Tuesday, May 11, 2010

Losing all definition

Somewhere in the middle of The Crossing, Cormac McCarthy relates the curious tale of a man driven rootless, near mad, by a series of cascading tragedies that end with the death of his young son in a tornado, a death for which the man bears some responsibility. McCarthy figures the man as a kind of mystic, one who has dwelled in Nietzsche’s abyss to return no more. The man comes to rest under a miraculously half-destructed church, a church whose roof stands on three corners alone. Sitting where he can be crushed by the roof, the man begins to study the Bible furiously:

He pored over the record not for the honor and glory of his Maker but rather to find against Him, To seek out in nice subtleties some darker nature. False favors. Small deceptions. Promises forsaken or a hand too quickly raised. To make cause against Him, you see. He understood what the priest could not. That what we seek is the worthy adversary. For we strike out to fall flailing through demons of wire and crepe and we long for something of substance to oppose us. Something to contain us or stay our hand. Otherwise there were no boundaries to our own being and we too must extend our claims until we lose all definition. Until we must be swallowed up by the very void to which we wished to stay opposed (153).

Daring death, the man finds spiritual mission, a God from which no favor can be courted, only swift, unjust death To me, this is the spiritual lure of conspiracy: a power so great that its boundaries cannot be mapped, its depths not plumbed. A power made up of men, but a power that transforms these men themselves into demons.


- [TASK DESCRIPTION]:
For every line in the material, output its text exactly and exclude any image it holds.

- [DATA EXCERPTS]:
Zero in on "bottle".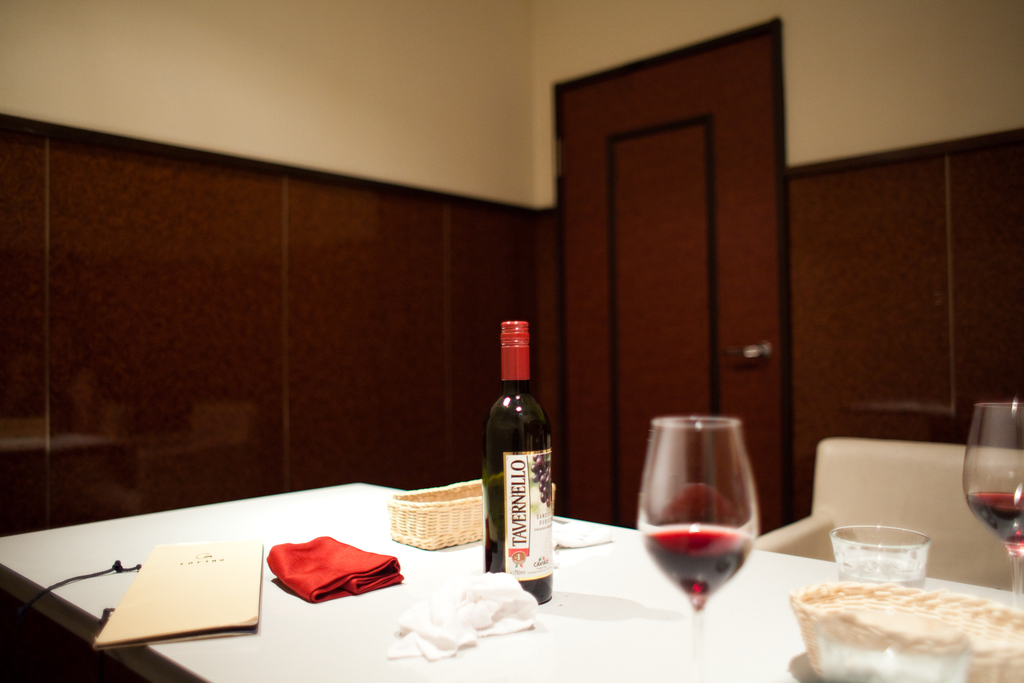
Zeroed in: [x1=482, y1=327, x2=570, y2=593].
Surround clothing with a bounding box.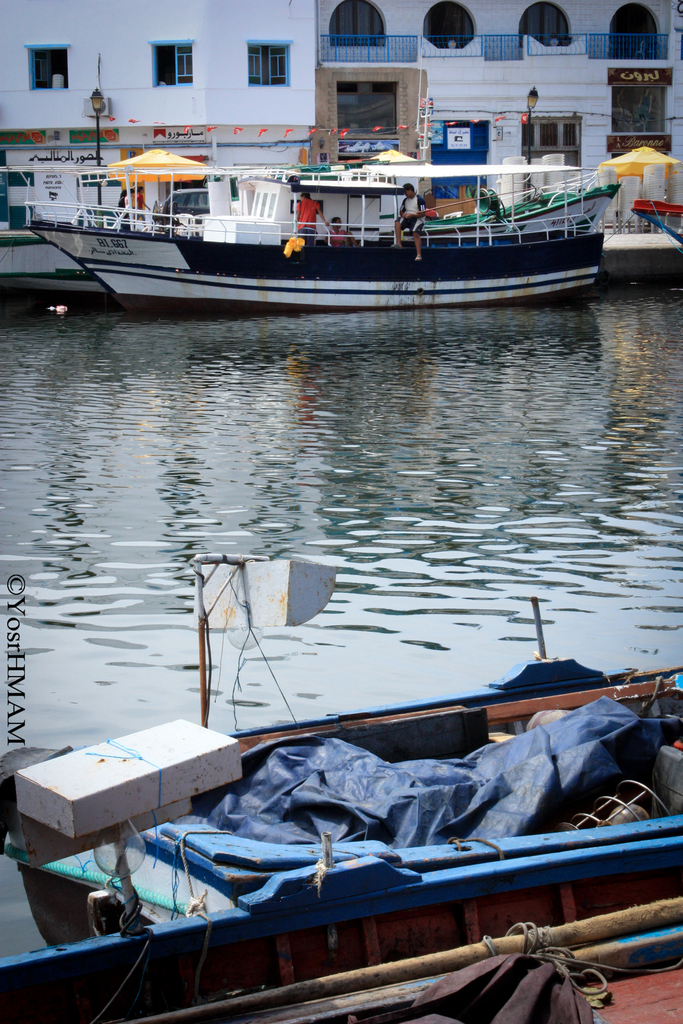
115,195,124,230.
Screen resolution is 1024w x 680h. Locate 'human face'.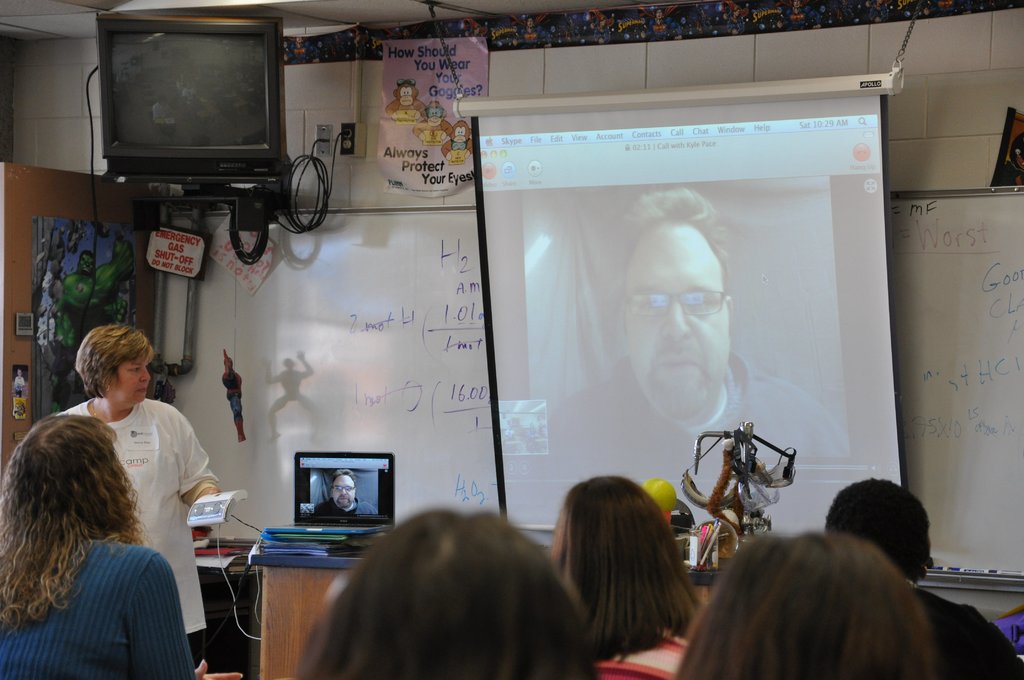
(620,219,731,422).
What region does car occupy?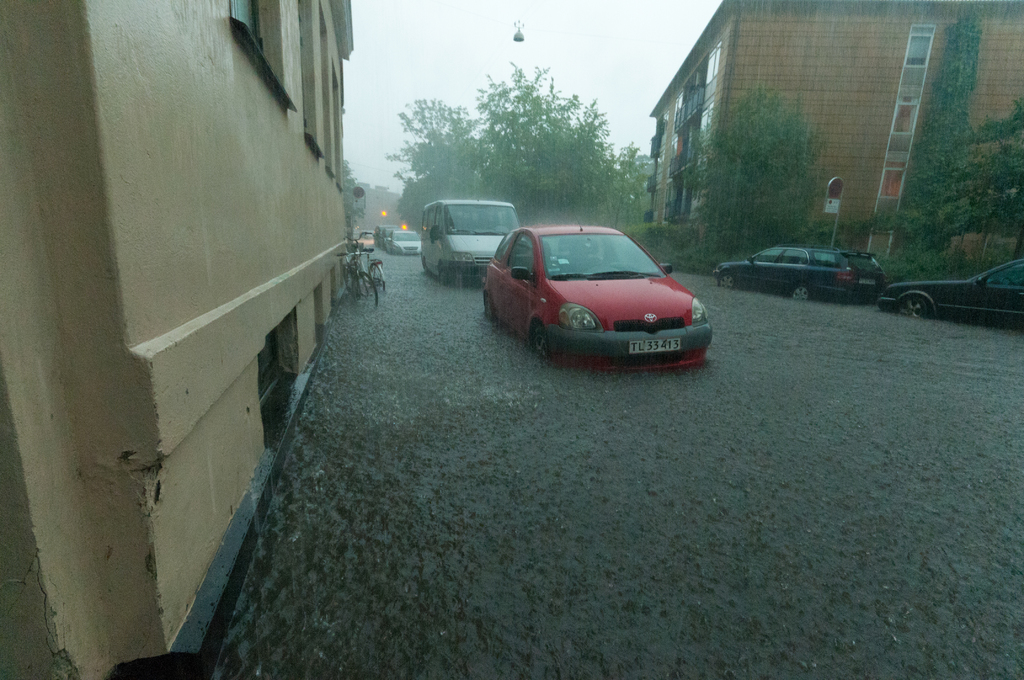
left=713, top=245, right=884, bottom=301.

- [SOLUTION]:
Zero in on "bottle".
Zeroed in: [x1=482, y1=327, x2=570, y2=593].
Surround clothing with a bounding box.
115,195,124,230.
Screen resolution is 1024w x 680h. Locate 'human face'.
(620,219,731,422).
What region does car occupy?
left=713, top=245, right=884, bottom=301.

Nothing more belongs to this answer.